### GIVEN DATA
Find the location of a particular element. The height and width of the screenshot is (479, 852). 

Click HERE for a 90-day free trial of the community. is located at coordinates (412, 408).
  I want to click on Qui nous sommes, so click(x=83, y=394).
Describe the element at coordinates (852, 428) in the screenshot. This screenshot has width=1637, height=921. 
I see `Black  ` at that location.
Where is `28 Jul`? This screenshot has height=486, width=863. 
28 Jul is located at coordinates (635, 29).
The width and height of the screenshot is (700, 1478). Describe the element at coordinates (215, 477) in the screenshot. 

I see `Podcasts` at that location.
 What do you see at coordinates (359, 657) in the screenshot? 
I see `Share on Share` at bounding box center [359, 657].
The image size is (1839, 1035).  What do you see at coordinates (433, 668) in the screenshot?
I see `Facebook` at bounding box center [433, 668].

### PROBLEM DESCRIPTION
Every line of the listing is to be transcribed exactly.

### RESPONSE TO THE TASK
Find the location of a particular element. The height and width of the screenshot is (479, 852). 

Click HERE for a 90-day free trial of the community. is located at coordinates (412, 408).
  I want to click on Qui nous sommes, so click(x=83, y=394).
Describe the element at coordinates (852, 428) in the screenshot. This screenshot has width=1637, height=921. 
I see `Black  ` at that location.
Where is `28 Jul`? This screenshot has height=486, width=863. 
28 Jul is located at coordinates (635, 29).
The width and height of the screenshot is (700, 1478). Describe the element at coordinates (215, 477) in the screenshot. 

I see `Podcasts` at that location.
 What do you see at coordinates (359, 657) in the screenshot? 
I see `Share on Share` at bounding box center [359, 657].
The image size is (1839, 1035).  What do you see at coordinates (433, 668) in the screenshot?
I see `Facebook` at bounding box center [433, 668].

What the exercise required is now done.